Credit issues happen. A slow stretch, a bad year, a dispute that ended up on the record, a business restructure that left marks. None of that means you cannot finance equipment. B and C credit programs exist because lenders who specialize in heavy equipment understand that a contractor's credit file does not always tell the whole story about how a business actually runs.
What those lenders focus on instead: the quality of the machine as collateral, your current cash flow from bank statements, how long you have been in the trade, and the size of your down payment. A challenged credit file plus a solid machine, steady business bank activity, and a meaningful down payment can produce an approval when a general commercial lender would have sent you a decline letter. That is the foundation of B/C equipment financing.
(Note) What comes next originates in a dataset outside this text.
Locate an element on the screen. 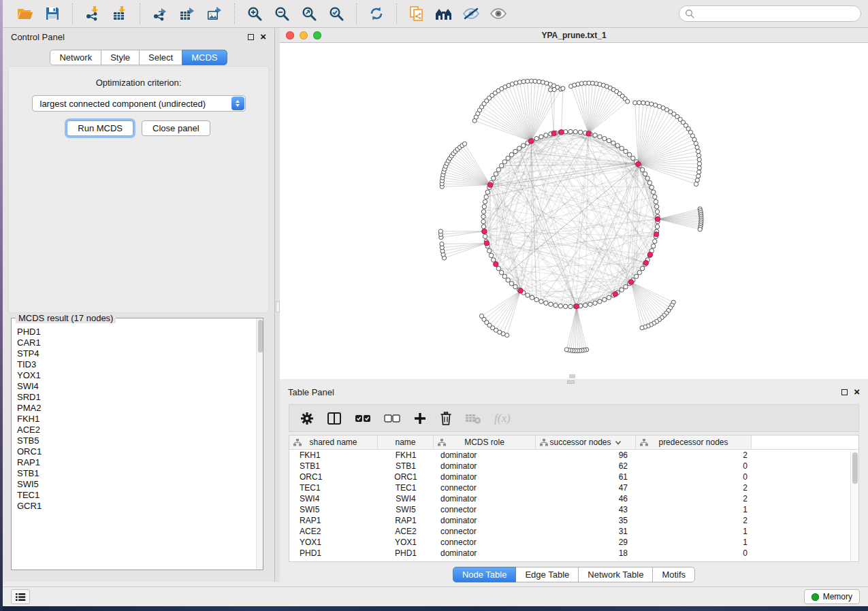 This screenshot has height=611, width=868. mcds-list-scrollbar is located at coordinates (259, 444).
What B/C Actually Means in Equipment Financing
Lenders grade deals internally on a spectrum from A-tier (strong credit, established business, clean file) down through B and C tiers that carry more credit risk. B-tier borrowers typically have personal scores in the 580 to 640 range, may have some late payments or collections, and perhaps a prior business challenge on the record. C-tier borrowers have more significant derogatory history, possibly a prior repossession, tax liens, or a bankruptcy that is discharged but recent.
Both tiers are fundable on the right deal. The variables that shift in lower-tier transactions are the interest rate (higher, to reflect the risk), the required down payment (more, to reduce lender exposure), and the loan term (sometimes shorter, to reduce the time the lender holds risk). The math can still work for the borrower if the machine generates enough revenue to service the debt and the business is on a legitimate recovery trajectory.
B and C programs are not charity. The lender still needs to be able to get paid. What makes these deals work is quality collateral, real cash flow visible in the bank statements, and a borrower who is straight about their situation. Lenders who do this work regularly can smell a manufactured deal from a mile away; genuine business activity and real equipment need is what gets funded.
The Role of Collateral in Challenged-Credit Deals
In a B/C deal, the machine carries more of the weight that credit normally does. A high-quality piece of iron with real market value, clear title, and strong demand is a lender's best protection. If you stop paying and the lender has to recover the asset, they need to be able to sell it quickly and at reasonable value.
The best collateral for B/C programs is equipment that is widely used, easy to transport, has an established resale market, and is not so specialized that only one type of buyer would want it. A mid-size excavator from a major manufacturer fits that description well. A highly modified machine, an obscure brand, or equipment in questionable working condition is harder to get approved in a challenged-credit scenario because the collateral argument is weaker.
Age and hours matter more in B/C deals than in clean-credit transactions. Lenders want the machine to have genuine remaining useful life. A seven-year-old unit from CASE or DEVELON with documented hours and reasonable condition is fundable in many B/C programs. A machine pushing 15 years with unverifiable history is a harder sell regardless of credit quality.
Documents That Help a B/C Application
For a borrower with credit challenges, the supporting documents do extra work. Bank statements showing consistent incoming deposits from business activity tell a stronger story than the credit file. Six months of statements is even better than three if the recent trend is positive. If you have explanation letters for specific derogatory items (a dispute, a single slow period, a business closure that you have separated your personal finances from), include them. Lenders who work B/C deals read those letters.
A signed contract from a current or upcoming job reinforces the case that the machine will be working. Contracts with general contractors, municipalities, or utilities, even if they are new relationships, show that the business has revenue-generating work, not just an intent to work.
The down payment is often the single most powerful tool in a challenged-credit deal. Getting to 25 or 30 percent down changes the lender's risk exposure enough that deals which would otherwise not pencil can close. If you can do it, it is worth doing.
Building Toward Better Terms Over Time
B/C financing is a step, not a permanent address. Make 18 to 24 months of clean payments on a B/C equipment loan, maintain clean bank activity, and resolve any outstanding collections or judgments, and you will refinance into better terms. We have seen contractors move from a 20 percent down B/C deal to a conventional loan with 10 percent down within two years. The B/C loan built the bridge.
Some contractors also use a Sale-Leaseback on equipment they already own to raise a down payment large enough to put a clean-credit look on a subsequent purchase. Pulling equity from owned iron to fund a healthier deal on new iron is a legitimate capital strategy. A contractor running a backhoe loader they own free and clear can leaseback that asset, generate the cash for a larger down payment on a full-size excavator, and enter that larger deal on materially better terms than a B/C deal with minimal down.
The path forward is practical: pay clean, build the record, and refinance when the door opens.
Straightforward Assessment, No Runaround
Tell us about the machine and give us an honest picture of your credit situation. We will tell you what programs are available and what the real terms look like. No wasted time, no promises we cannot keep. Minimum $50,000. Apply and find out where you stand.